US-based Sodexho-Marriott Services has been ordered to post notices at its 10,000 sites in the USA informing employees of their right to talk to one another about their pay and conditions.
According to the US Hotel Employees and Restaurant Employees International Union (HERE), its staff were not allowed to do so. It has told Sodexho-Marriott to put up notices telling the workers otherwise.
Marty Leary, East Coast research co-ordinator for HERE, said: "At thousands of work sites across the country workers have been effectively muzzled."
Sodexho-Marriott denied it had any such rules in place. It said its workers had always been free to talk to each other.
The company said it had been asked by the National Labor Relations Board to revise the language in its employee handbook in order to clarify two points.
One related to confidential company information, which it calls "proprietary information". A spokesman for the group said: "We have added that proprietary information does not include information related to wages, benefits or hours of work.
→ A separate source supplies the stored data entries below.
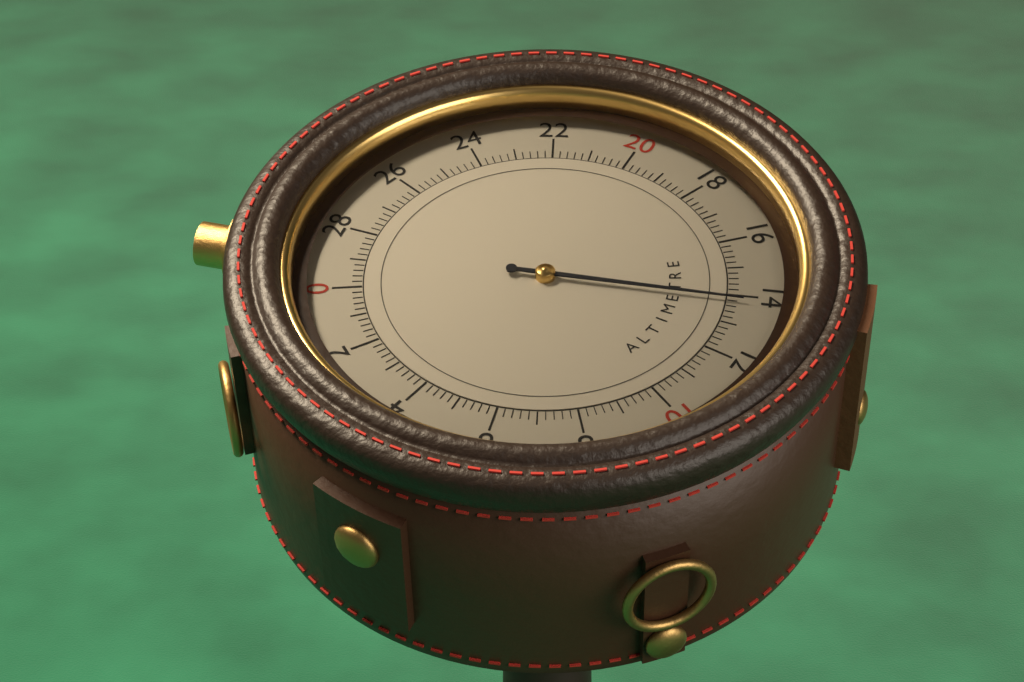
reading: 13.8 (no unit)
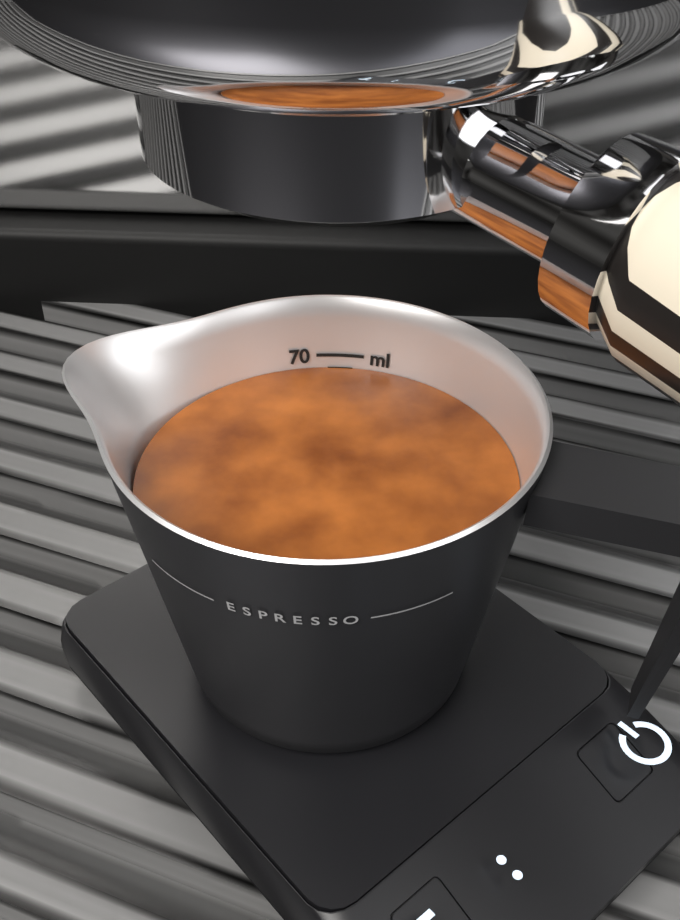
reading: 65 ml
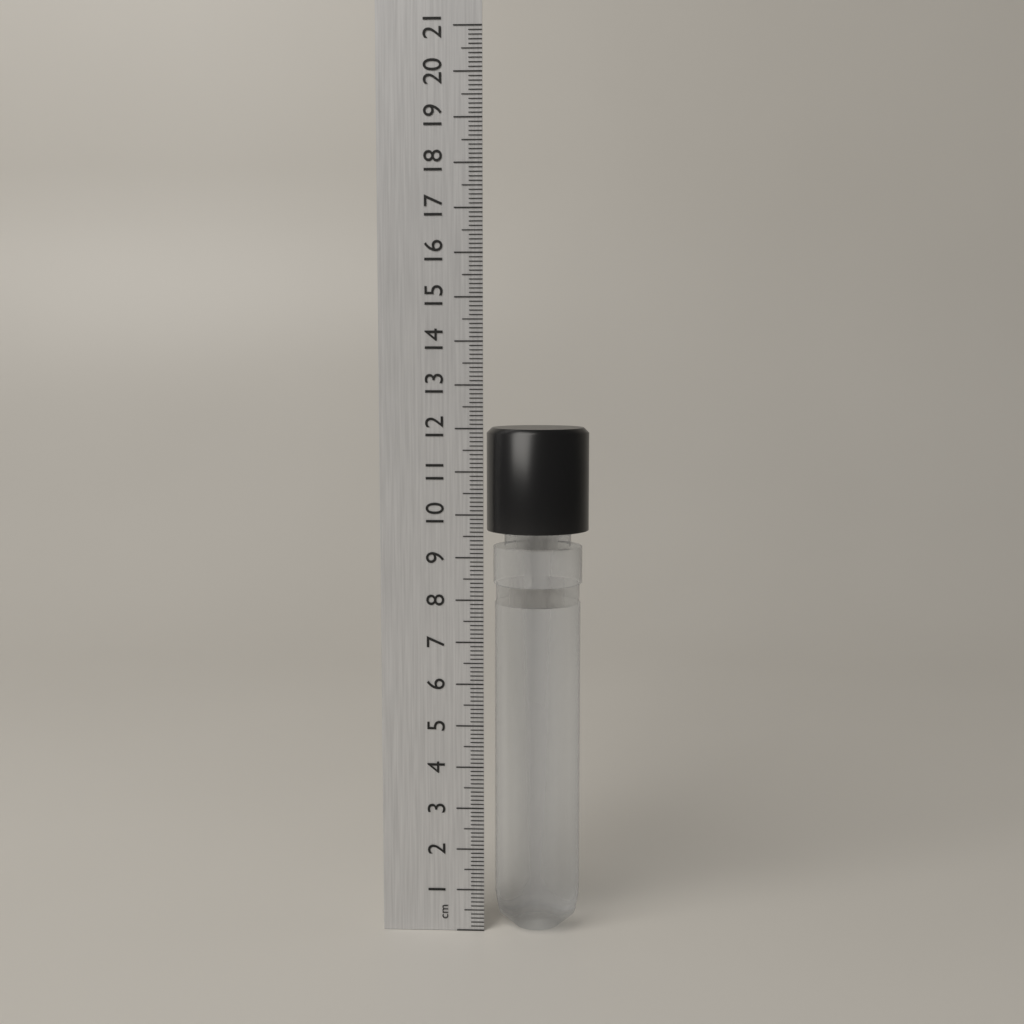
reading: 12.0 cm
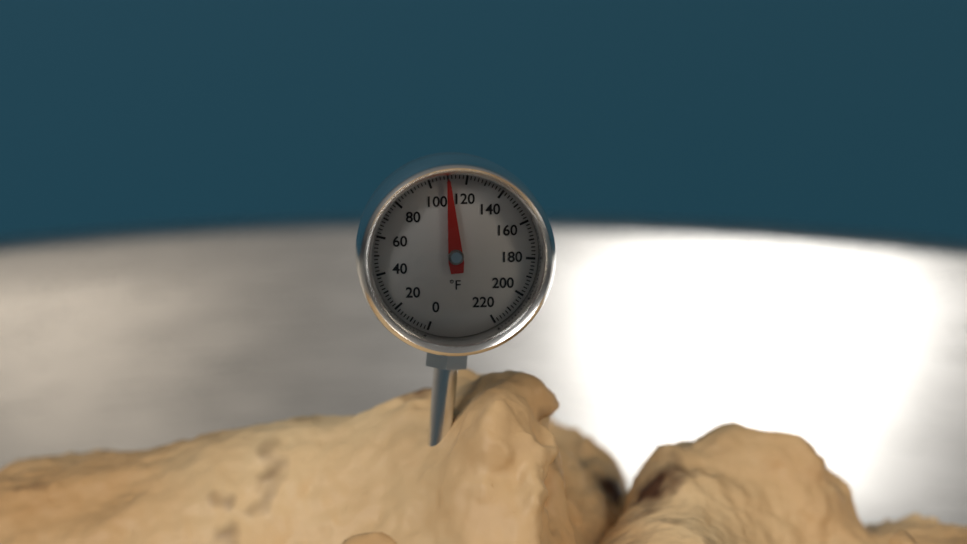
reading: 110 °F
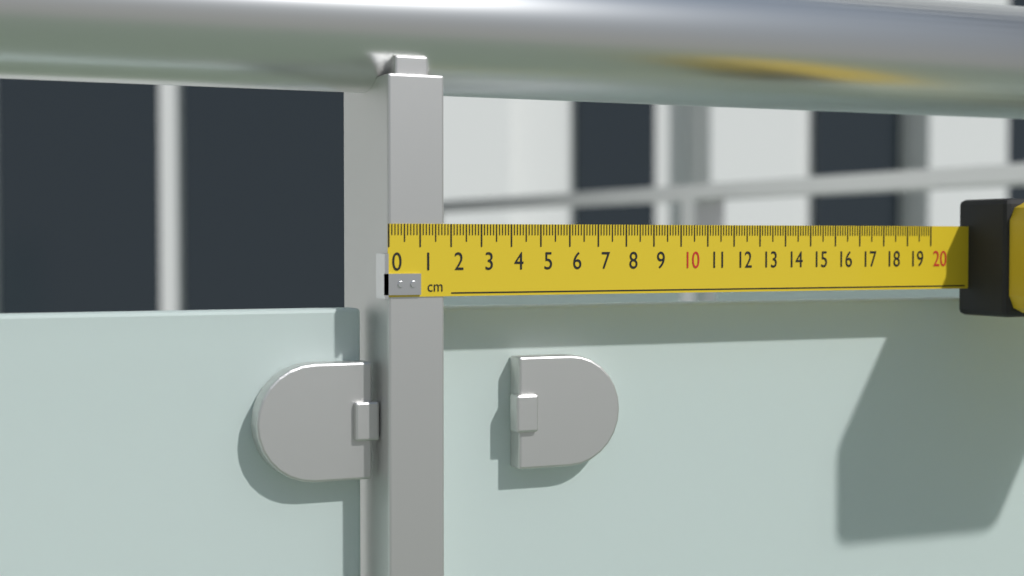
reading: 1.8 cm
"If a person wants to tell someone what they are making, we want them to be able to." He added: "They were always allowed to talk about their pay and conditions, but it was not stated that they might."
In Britain, Sodexho and Marriott said their staff could talk to each other about their pay.
Dave Turnbull, regional organiser at the Transport and General Workers' Union, said he had never seen a contract forbidding an employee to talk about such matters. He said: "My understanding of international law is that it does allow people to talk to each other."